Ancient Egypt Queen
Hatshepsut was the first female ruler of ancient Egypt after
Sobekneferu to act as a full pharaoh. Ruling in the New Kingdom, Hatshepsut depicted and asserted herself as a male ruler. In artwork and sculpture of Hatshepsut, she is represented in the traditional pharaoh headdress, kilt, and false beard—a symbol of kingship; her breasts are reduced and deemphasized, and her shoulders are broad and manly. Hatshepsut executed several building projects and military campaigns and brought Egypt into a period of peace and prosperity. Hatshepsut's actions to improve the status of women during this time are unknown, although women in ancient Egypt could decide their own professions, marry whomever they desired, contract prenuptial agreements that favored them, divorce their husbands, own real estate, enter the clergy, and had access to birth control and abortions. Women in Egypt during this time held higher status than their counterparts in other countries, and more than Egyptian women would be in later centuries after the rise of Christianity in the 4th century AD and later Islam in the 7th century AD.
Iron Age Female burials in the
La Tène culture in Western Europe between 450 BC and 380 BC indicate the elite status of some women. Indicators of elite status in
Central and
Southern Germany in this period included objects of power similar to those found in preceding periods. High status graves in the preceding
Hallstatt period (750 BC to 450 BC) included
gold neck rings,
bronze daggers, bronze drinking vessels, and four-wheeled wagons. Grave sites in the
Hochdorf, Biberach region, excavated in 1970, found only elite male burial objects before and during the Hallstatt Period. However, in 480 BC, the number of elite male graves began dropping and were suddenly replaced by elite female graves. Around the same time these high status burials transitioned from majority men to women. War brought forth massive emigration of males, leaving behind women to fill the roles typically held by men. Similar shifts in population occurred in the Celtic regions of Europe. As most of
Celtic society in the
Iron Age centered around agriculture, the landowning class dominated. The ruling class also made up the military elite. As
Warfare in Medieval Scotland increased, women soon found themselves in roles of land ownership and power. Competitive feasting, large events held by the now landowning women, involved large quantities of alcohol and food. The quality of the feast represented the host's socio-economic status. Equipment, dress, and methods for performing these feasts also influenced laws and values. Gold neck rings, symbolizing the highest status of a successful feast host have been found in female graves indicating that women continued the practices traditionally upheld by men. Women assuming positions of power in this patriarchal society was made possible by a lower population of men, not an absence. According to Bettina Arnold, author of "‘Honorary males’ or women of substance? Gender, status, and power in Iron-Age Europe", archaeological analysis of burial shows some women were honorary males as they were buried with both socio-economic as well as military symbols of power.

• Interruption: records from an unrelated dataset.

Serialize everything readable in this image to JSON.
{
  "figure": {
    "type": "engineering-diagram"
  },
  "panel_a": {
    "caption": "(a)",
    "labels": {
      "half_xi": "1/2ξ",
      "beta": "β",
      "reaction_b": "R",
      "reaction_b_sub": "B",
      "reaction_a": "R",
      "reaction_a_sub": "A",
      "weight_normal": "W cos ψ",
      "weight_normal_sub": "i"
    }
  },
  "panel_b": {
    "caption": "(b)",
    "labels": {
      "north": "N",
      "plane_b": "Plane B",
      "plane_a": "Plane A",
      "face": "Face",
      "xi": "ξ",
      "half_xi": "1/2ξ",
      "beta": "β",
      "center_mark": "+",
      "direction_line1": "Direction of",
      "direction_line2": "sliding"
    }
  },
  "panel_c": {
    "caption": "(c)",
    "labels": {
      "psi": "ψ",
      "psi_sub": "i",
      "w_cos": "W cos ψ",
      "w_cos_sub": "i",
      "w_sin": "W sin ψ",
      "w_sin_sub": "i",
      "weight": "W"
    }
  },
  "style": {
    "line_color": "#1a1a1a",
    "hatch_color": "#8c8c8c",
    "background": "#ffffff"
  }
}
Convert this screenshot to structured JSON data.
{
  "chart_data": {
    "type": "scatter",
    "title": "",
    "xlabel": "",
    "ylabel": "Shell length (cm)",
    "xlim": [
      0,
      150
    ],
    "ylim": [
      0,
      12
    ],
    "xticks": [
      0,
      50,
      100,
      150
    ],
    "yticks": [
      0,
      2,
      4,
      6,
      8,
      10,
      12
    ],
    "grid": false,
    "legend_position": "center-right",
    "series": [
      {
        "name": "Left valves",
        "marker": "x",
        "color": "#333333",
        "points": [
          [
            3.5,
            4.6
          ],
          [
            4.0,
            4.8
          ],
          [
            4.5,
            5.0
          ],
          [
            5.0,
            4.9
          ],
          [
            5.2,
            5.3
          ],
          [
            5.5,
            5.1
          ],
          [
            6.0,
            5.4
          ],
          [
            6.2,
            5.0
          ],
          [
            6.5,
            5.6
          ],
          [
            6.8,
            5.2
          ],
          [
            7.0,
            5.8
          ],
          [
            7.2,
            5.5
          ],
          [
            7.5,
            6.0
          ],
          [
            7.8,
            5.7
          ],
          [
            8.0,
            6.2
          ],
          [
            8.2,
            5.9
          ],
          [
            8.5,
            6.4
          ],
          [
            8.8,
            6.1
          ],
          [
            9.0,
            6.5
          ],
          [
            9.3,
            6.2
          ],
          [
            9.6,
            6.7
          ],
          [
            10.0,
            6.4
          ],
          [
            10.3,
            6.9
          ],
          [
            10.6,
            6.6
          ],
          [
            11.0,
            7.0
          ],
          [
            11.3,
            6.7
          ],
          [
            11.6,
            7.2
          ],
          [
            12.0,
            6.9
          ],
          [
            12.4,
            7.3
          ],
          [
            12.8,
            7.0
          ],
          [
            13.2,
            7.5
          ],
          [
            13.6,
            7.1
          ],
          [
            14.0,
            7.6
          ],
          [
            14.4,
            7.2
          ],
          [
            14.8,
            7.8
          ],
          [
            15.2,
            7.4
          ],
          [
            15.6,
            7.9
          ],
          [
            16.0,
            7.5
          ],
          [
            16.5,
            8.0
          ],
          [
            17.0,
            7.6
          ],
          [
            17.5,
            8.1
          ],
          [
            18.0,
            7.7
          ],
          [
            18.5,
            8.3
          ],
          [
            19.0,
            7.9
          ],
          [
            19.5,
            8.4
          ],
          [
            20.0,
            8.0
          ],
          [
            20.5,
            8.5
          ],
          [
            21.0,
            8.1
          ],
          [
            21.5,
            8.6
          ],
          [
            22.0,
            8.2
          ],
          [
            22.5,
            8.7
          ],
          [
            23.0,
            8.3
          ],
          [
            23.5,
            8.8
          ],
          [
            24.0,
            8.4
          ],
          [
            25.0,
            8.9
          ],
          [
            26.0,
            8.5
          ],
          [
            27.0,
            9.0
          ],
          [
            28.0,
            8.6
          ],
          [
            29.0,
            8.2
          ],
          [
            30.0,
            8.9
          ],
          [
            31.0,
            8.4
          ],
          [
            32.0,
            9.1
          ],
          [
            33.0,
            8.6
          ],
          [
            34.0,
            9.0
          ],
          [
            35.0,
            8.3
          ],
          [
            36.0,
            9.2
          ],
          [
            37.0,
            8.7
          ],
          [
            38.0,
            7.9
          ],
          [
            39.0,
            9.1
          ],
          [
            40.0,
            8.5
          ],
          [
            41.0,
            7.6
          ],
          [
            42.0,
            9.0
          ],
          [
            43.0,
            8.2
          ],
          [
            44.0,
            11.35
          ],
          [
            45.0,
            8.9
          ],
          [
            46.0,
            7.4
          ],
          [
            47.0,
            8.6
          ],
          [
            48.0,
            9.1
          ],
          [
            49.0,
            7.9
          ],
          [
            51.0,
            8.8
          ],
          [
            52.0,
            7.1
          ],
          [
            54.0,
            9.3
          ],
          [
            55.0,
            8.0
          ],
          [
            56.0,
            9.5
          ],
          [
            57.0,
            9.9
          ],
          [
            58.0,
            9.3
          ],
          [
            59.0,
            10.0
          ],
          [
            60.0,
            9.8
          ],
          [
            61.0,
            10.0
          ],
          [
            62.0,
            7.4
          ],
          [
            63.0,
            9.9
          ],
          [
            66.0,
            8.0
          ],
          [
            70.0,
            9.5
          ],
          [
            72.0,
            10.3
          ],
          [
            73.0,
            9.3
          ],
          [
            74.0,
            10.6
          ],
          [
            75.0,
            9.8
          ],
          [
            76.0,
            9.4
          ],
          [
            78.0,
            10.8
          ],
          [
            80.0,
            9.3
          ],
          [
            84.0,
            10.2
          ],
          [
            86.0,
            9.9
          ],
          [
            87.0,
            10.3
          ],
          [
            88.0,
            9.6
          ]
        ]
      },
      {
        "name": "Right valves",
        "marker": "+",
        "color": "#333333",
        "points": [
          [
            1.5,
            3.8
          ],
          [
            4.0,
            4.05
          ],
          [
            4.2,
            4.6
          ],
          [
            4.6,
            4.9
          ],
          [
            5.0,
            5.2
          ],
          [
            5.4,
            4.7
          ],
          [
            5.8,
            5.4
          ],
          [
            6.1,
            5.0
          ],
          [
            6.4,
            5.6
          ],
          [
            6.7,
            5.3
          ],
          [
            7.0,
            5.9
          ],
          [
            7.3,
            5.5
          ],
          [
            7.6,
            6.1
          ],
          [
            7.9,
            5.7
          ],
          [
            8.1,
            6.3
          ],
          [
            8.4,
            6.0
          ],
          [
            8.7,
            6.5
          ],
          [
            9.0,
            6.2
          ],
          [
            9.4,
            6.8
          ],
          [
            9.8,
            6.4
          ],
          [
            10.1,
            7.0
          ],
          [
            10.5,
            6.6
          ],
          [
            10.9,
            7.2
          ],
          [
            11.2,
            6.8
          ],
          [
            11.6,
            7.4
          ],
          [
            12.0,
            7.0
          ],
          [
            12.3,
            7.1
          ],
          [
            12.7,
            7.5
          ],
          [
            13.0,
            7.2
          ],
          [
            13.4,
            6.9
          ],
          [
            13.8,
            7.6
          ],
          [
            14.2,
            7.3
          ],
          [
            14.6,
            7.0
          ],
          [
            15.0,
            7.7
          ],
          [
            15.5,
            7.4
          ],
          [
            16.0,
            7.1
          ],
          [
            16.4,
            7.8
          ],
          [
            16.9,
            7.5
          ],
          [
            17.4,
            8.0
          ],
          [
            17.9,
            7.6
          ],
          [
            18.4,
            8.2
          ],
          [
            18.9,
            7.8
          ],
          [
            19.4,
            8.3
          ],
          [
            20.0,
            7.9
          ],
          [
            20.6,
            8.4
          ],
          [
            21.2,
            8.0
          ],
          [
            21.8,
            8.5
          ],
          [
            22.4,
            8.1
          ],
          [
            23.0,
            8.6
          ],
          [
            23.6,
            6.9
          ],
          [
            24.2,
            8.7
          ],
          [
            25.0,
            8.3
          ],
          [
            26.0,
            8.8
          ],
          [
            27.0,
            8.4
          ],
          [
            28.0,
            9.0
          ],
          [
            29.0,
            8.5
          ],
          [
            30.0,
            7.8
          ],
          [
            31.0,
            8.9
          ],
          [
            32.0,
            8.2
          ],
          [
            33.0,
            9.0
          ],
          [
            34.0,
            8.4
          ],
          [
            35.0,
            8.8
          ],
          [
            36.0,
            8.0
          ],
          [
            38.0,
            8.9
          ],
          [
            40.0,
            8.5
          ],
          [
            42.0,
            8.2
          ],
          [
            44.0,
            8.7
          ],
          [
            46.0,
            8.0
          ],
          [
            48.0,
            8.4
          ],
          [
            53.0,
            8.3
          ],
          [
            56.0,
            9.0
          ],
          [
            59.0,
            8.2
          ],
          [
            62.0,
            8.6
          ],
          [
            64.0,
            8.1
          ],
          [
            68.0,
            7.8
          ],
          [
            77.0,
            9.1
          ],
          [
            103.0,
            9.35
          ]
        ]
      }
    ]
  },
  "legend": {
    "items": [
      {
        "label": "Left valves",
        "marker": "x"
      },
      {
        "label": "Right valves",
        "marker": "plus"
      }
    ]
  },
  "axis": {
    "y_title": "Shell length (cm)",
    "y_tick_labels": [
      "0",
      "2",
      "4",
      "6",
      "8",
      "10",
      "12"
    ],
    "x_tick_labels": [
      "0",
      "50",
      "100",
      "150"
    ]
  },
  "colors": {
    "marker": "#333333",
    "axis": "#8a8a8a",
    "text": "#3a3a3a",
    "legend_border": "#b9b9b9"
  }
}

Prior to 1900s In "Queen Elizabeth I and the Persistence of Patriarchy", Allison Heisch describes honorary males as women who accept the values and practices of the male society in which they function, and internalize and follow them. She notes that honorary males tend to support rather than subvert patriarchal governance, and cites as an example
Queen Elizabeth I, whose reign had little to no impact on the status of women in England. She also cites the example of
Gertrude Stein sitting in her salon, smoking cigars and conversing with the men. Stein's participation temporarily modifies the after-dinner ritual in which men smoke cigars and talk amongst themselves, but does not permanently alter it.
1900s to present The honorary man,
Carolyn Heilbrun writes in the 1988 "Non-Autobiographies of 'Privileged' Women: England and America", must isolate herself from the common run of women to maintain her "privileged" status. In this way, she exchanges one form of confinement (the domestic sphere) for another (the male realm). Comparing male domination of the political sphere in
Zambia to that in the United States in 1998,
Sara Hlupekile Longwe writes that honorary males are often also
queen bees who have been "schooled to believe that women
already have equality—because they themselves have reached the top"; she calls this the
Thatcher syndrome. Such women, she claims, do not wish to empower other women, but rather to preserve their own exceptional status among the men.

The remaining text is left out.